Otherwise this week hasn't been too exciting... Lots of work. I've been doing a lot of reflecting, both on what I've learned about myself and on what I've learned about Dakar and Senegalese culture. It's unreal to think that I'm in the home stretch now...

Sunday I move all my stuff into my beach apartment with 6 other girls at N'gor (!!) on the northern edge of Dakar, Dakar being kind of a triangular-shaped peninsula. I'll stay there until Tuesday morning, getting everything in order for my ISP. And then Tuesday I'm off! Moving to Bayakh, meeting Roger whom I'll be shadowing for a week, moving into his house... It's going to be fast and spontaneous, but I think it's going to be great. In case I haven't explained my project, I'll be living in a town that is surrounded by villages where USAID does development work. I'll spend the first week shadowing a Senegalese man named Roger, a friend of my Wolof professor Matou, and learning about the realities of poverty-reduction strategies. Where is the money going? What are the specific projects being worked on? Have they been successful so far? Is the money being well spent? Then the second week I'll select a specific strategy or village and do an in-depth study, completing interviews of USAID personnel and village residents, all designed to gauge the effects of development work on local cultures and whether or not USAID is appreciated there.

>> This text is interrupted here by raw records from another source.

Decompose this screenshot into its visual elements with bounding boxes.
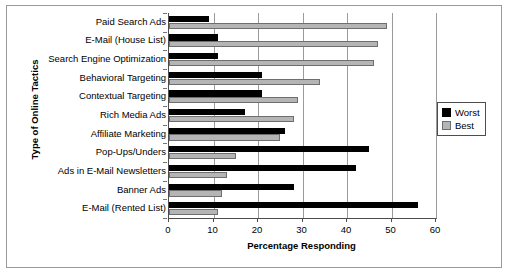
- x-tick-label: 20: [252, 224, 263, 235]
- bar-worst: [169, 184, 294, 190]
- bar-worst: [169, 146, 369, 152]
- legend-label: Best: [455, 120, 474, 131]
- bar-group: [169, 143, 436, 162]
- bar-worst: [169, 128, 285, 134]
- y-tick-mark: [163, 32, 167, 33]
- y-tick-mark: [163, 50, 167, 51]
- chart-legend: WorstBest: [437, 102, 486, 136]
- bar-group: [169, 50, 436, 69]
- x-tick-mark: [257, 218, 258, 222]
- y-axis-tick-labels: Paid Search AdsE-Mail (House List)Search…: [28, 13, 166, 218]
- bar-best: [169, 190, 222, 196]
- y-tick-label: Ads in E-Mail Newsletters: [28, 166, 166, 176]
- bar-worst: [169, 72, 262, 78]
- bar-worst: [169, 202, 418, 208]
- y-tick-mark: [163, 106, 167, 107]
- x-tick-label: 30: [296, 224, 307, 235]
- bar-worst: [169, 34, 218, 40]
- bar-worst: [169, 16, 209, 22]
- legend-item: Best: [442, 119, 480, 132]
- bar-best: [169, 116, 294, 122]
- x-tick-label: 10: [207, 224, 218, 235]
- x-tick-mark: [435, 218, 436, 222]
- bar-group: [169, 162, 436, 181]
- y-tick-mark: [163, 125, 167, 126]
- legend-label: Worst: [455, 107, 480, 118]
- y-tick-label: Contextual Targeting: [28, 91, 166, 101]
- plot-area: [168, 13, 437, 219]
- x-tick-mark: [346, 218, 347, 222]
- bar-best: [169, 79, 320, 85]
- y-tick-label: Behavioral Targeting: [28, 73, 166, 83]
- y-tick-label: E-Mail (House List): [28, 35, 166, 45]
- bar-worst: [169, 165, 356, 171]
- bar-worst: [169, 109, 245, 115]
- y-tick-label: Rich Media Ads: [28, 110, 166, 120]
- x-tick-mark: [213, 218, 214, 222]
- bar-best: [169, 134, 280, 140]
- x-tick-mark: [168, 218, 169, 222]
- y-tick-mark: [163, 181, 167, 182]
- bar-group: [169, 181, 436, 200]
- bar-group: [169, 199, 436, 218]
- bar-group: [169, 125, 436, 144]
- y-tick-mark: [163, 88, 167, 89]
- y-tick-label: Banner Ads: [28, 185, 166, 195]
- y-tick-label: Affiliate Marketing: [28, 129, 166, 139]
- x-tick-label: 60: [430, 224, 441, 235]
- y-tick-label: E-Mail (Rented List): [28, 203, 166, 213]
- bar-best: [169, 23, 387, 29]
- y-tick-mark: [163, 13, 167, 14]
- y-tick-mark: [163, 69, 167, 70]
- x-tick-label: 40: [341, 224, 352, 235]
- chart-figure: Type of Online Tactics Paid Search AdsE-…: [0, 0, 508, 274]
- bar-best: [169, 172, 227, 178]
- bar-group: [169, 106, 436, 125]
- y-tick-label: Search Engine Optimization: [28, 54, 166, 64]
- bar-best: [169, 209, 218, 215]
- bar-best: [169, 60, 374, 66]
- y-tick-mark: [163, 162, 167, 163]
- bar-group: [169, 32, 436, 51]
- x-tick-label: 50: [385, 224, 396, 235]
- y-tick-label: Pop-Ups/Unders: [28, 147, 166, 157]
- y-tick-mark: [163, 199, 167, 200]
- y-tick-mark: [163, 143, 167, 144]
- legend-swatch-best: [442, 121, 451, 130]
- bar-group: [169, 69, 436, 88]
- x-axis-title: Percentage Responding: [168, 240, 435, 251]
- x-tick-mark: [391, 218, 392, 222]
- bar-worst: [169, 90, 262, 96]
- bar-group: [169, 88, 436, 107]
- legend-swatch-worst: [442, 108, 451, 117]
- x-tick-label: 0: [165, 224, 170, 235]
- bar-best: [169, 97, 298, 103]
- bar-group: [169, 13, 436, 32]
- y-tick-mark: [163, 218, 167, 219]
- y-tick-label: Paid Search Ads: [28, 17, 166, 27]
- x-tick-mark: [302, 218, 303, 222]
- bar-best: [169, 41, 378, 47]
- legend-item: Worst: [442, 106, 480, 119]
- bar-worst: [169, 53, 218, 59]
- bar-best: [169, 153, 236, 159]
- x-axis-tick-labels: 0102030405060: [0, 224, 508, 238]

The metaphor from the beginning of this post just has to do with how few details I know going in... But that's the Senegalese way! And no matter what happens, I'm going to have interesting things to talk about. Plus, I'll come back and have 8 days to live in an apartment on the beach with nothing to do but write a 40 page paper (ugg...) But I'll need study breaks, right? :o)

I'll try to post again before I leave on Tuesday... Maybe I'll have some exciting stories from the weekend. Bashir still wants to take me out clubbing, after all... We'll see if that happens.